Former Texas Tech quarterback Baker Mayfield, who started seven games for the Red Raiders in 2013 and totaled 2,315 yards and 12 touchdowns, left Lubbock in January and transferred to Oklahoma, where he hopes to eventually battle Knight for the starting job. Due to NCAA transfer rules, Mayfield must sit out this year, a move Stoops considers unfair. Because Mayfield was a walk-on at Texas Tech who was never put on scholarship, Stoops thinks he should be eligible immediately.
“I think it’s one thing if you’ve invested a scholarship in an individual and he decides to leave, but a guy that you haven’t invested a scholarship in, I don’t know why that would be an issue,” Stoops said. “It’s something we’re working through.”
Texas Tech coach Kliff Kingsbury disagrees.
“I don’t believe [Mayfield] should play right away,” Kingsbury said on Tuesday. “I talked with his father about putting him on a scholarship in the spring.
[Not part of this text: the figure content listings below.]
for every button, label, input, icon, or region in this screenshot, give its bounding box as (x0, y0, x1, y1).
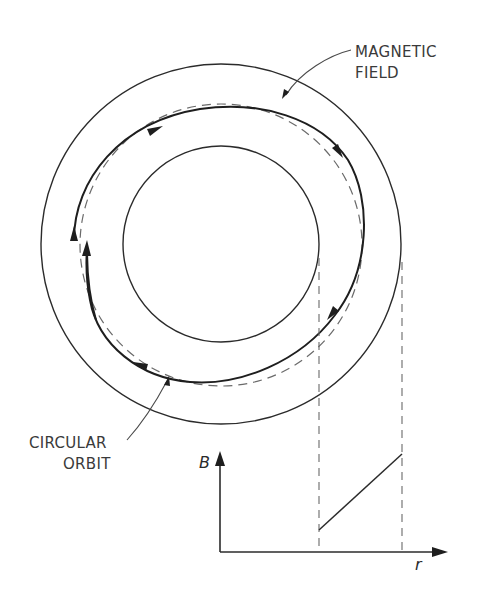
betatron-diagram: MAGNETIC FIELD CIRCULAR ORBIT B r (0, 0, 477, 591)
magnetic-field-label-line2: FIELD (355, 64, 399, 82)
r-axis-label: r (415, 555, 423, 574)
circular-orbit-label: CIRCULAR (29, 434, 107, 452)
b-axis-label: B (199, 453, 210, 472)
orbit-arrow-icon (133, 362, 148, 371)
magnetic-field-pointer (286, 50, 351, 95)
pointer-arrow-icon (282, 89, 289, 99)
b-axis-arrow-icon (215, 451, 225, 466)
b-versus-r-curve (319, 454, 402, 530)
orbit-arrow-icon (70, 226, 78, 241)
magnetic-field-label: MAGNETIC (355, 43, 437, 61)
inner-field-boundary (123, 146, 319, 342)
orbit-arrow-icon (82, 240, 91, 256)
circular-orbit-label-line2: ORBIT (63, 455, 111, 473)
r-axis-arrow-icon (432, 547, 448, 557)
orbit-arrow-icon (147, 126, 163, 136)
circular-orbit-pointer (127, 381, 167, 440)
outer-field-boundary (41, 64, 401, 424)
We invested a lot of time and reps into that young man and held him to the same standard as a scholarship athlete.”
On Monday, Kingsbury said Texas Tech’s decision to not release Mayfield to Oklahoma was simply “team policy.”
Mayfield is currently a walk-on at Oklahoma and will remain one through the fall semester, per NCAA transfer rules. Mayfield has appealed the decision and is awaiting word from the organization.
That means all the Sooners can count on right now is Knight -- and what he needs to count on is a simple lesson he learned in another country.